Ramadanman - Fall Short / Work Them

  • Delen
  • At this point, no one can keep up with Leeds' David Kennedy because no one really knows where he went. No matter how far off the radar he wanders, however, his tracks are still firmly danceable and even mixable—check the attention-hogging "Work Them" section of Kode9's recent DJ-Kicks for proof. His two tracks for Loefah's Swamp81 label are some of his most out-there, marrying his usual percussive penchant to the experimental tendencies displayed on his recent self-titled Hessle Audio EP. After two or so minutes of noodling with sparse drums and whistles that twirl and bend into odd shapes, Kennedy kills "Fall Short" dead in its tracks with a simple bass riff. It's a cartoon atom bomb, hitting the ground and exploding exponentially in low-end intensity. Out of the immediate aftermath emerges the song's steady shuffling beat, made up of subterranean kick drums and the detonation of abandoned underground missiles. The pitch-shifted vocals are typical Ramadanman, microscopically shaking and occasionally doubling up on themselves before disintegrating. He peppers the track with the streaming pastel organ tones he's been so fond of lately, altering the mood from hallucinogenic to Eno-esque dreaminess with simple chord changes. A true double A-side single, "Work Them" manages to overshadow "Fall Short." Hyped beyond belief mostly because of its pseudo-juke programming that can't help but recall Addison Groove's smash "Footcrab," "Work Them" shares the same over-the-top twitchy weirdness. Taking its time to build a steady march out of jerky drums that swing in place like a particularly flamboyant military brigade, it's the unforgettable vocal sample that sets things off. The thickly-accented "work them" is repeated incessantly until it becomes aggressively hypnotic, and the effect is psychedelic as water droplets begin to ripple down the walls and the sub-bass swallows up the earth. The atmosphere is tense, as panic-inducingly fathomless as it is suffocatingly claustrophobic. Kennedy periodically pulls out that stringy organ, weighing the track down until everything threatens to slide right off into some blindingly bright, overwhelming abyss. Then, of course, he snaps the beat right back into place as if nothing happened. But for a second—that one moment of pure sound and uninhibited colour—he sounds pretty close to nirvana. That, or he's just messing with our heads.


■ Activity
Show only those lines of the entries where the string "before" is found.

■ Provided records
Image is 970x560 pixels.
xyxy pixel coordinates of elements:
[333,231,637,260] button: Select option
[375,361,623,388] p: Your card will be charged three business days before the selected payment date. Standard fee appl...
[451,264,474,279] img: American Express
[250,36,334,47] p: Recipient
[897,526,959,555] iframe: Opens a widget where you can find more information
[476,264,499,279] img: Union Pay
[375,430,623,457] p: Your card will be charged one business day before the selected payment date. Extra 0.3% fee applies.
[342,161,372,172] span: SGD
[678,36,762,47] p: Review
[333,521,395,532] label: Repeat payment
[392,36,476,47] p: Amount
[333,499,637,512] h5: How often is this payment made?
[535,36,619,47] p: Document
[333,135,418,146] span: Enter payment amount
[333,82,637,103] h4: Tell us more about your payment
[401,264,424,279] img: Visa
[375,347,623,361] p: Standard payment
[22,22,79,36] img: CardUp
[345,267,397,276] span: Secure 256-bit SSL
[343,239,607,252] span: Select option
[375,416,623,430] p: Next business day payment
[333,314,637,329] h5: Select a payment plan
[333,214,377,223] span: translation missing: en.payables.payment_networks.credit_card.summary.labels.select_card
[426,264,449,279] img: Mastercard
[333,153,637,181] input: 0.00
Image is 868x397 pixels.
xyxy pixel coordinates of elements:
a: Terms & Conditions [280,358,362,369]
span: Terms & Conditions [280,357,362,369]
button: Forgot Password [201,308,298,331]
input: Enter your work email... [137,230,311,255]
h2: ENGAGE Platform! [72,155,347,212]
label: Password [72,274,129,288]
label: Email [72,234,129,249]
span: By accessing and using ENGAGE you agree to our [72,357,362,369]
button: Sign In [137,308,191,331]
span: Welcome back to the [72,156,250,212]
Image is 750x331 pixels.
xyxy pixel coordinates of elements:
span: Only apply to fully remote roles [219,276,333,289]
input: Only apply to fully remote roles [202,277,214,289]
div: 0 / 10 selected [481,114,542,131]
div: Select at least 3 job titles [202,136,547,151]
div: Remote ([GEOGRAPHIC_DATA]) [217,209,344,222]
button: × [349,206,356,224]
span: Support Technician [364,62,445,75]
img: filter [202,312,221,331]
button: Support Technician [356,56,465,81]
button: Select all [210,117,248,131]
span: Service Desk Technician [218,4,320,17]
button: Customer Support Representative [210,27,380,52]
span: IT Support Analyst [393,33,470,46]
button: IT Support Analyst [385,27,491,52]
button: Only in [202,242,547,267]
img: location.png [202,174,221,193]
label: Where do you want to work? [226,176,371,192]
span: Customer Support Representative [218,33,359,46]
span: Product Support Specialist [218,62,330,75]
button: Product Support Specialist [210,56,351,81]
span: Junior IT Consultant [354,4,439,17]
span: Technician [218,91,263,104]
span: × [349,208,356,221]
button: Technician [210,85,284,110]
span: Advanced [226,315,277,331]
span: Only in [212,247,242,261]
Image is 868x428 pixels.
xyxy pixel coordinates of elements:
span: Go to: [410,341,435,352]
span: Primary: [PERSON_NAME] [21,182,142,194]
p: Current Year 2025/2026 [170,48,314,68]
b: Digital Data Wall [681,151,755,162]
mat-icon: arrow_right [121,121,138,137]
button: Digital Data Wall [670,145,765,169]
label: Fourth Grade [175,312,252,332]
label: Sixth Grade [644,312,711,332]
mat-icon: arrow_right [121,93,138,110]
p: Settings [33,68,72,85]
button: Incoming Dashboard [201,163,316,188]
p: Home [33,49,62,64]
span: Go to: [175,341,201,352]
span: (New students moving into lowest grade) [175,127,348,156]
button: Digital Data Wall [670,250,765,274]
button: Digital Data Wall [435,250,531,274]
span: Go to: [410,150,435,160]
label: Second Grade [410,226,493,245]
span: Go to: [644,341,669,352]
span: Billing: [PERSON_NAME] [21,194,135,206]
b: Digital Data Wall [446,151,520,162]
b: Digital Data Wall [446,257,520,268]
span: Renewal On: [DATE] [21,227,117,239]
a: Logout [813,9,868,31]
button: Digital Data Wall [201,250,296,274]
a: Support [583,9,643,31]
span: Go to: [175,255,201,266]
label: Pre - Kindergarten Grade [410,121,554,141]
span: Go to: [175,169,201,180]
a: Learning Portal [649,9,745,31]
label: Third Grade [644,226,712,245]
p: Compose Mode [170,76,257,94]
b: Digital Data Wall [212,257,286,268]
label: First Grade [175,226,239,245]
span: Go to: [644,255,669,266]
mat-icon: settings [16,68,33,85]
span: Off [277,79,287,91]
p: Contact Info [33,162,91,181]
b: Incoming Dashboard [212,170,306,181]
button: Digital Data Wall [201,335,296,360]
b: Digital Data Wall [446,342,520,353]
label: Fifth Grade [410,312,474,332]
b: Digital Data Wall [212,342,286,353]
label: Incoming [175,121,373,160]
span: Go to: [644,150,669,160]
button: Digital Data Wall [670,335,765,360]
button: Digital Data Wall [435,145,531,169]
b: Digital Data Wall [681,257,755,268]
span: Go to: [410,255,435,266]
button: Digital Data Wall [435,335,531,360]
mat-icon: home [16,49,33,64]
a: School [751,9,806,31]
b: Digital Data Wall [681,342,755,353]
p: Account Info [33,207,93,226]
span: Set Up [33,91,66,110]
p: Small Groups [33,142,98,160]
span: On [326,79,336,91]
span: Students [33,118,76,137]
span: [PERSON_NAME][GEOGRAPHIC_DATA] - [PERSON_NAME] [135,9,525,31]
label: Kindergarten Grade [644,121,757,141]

■ Reply
[375,361,623,388] p: Your card will be charged three business days before the selected payment date. Standard fee appl...
[375,430,623,457] p: Your card will be charged one business day before the selected payment date. Extra 0.3% fee applies.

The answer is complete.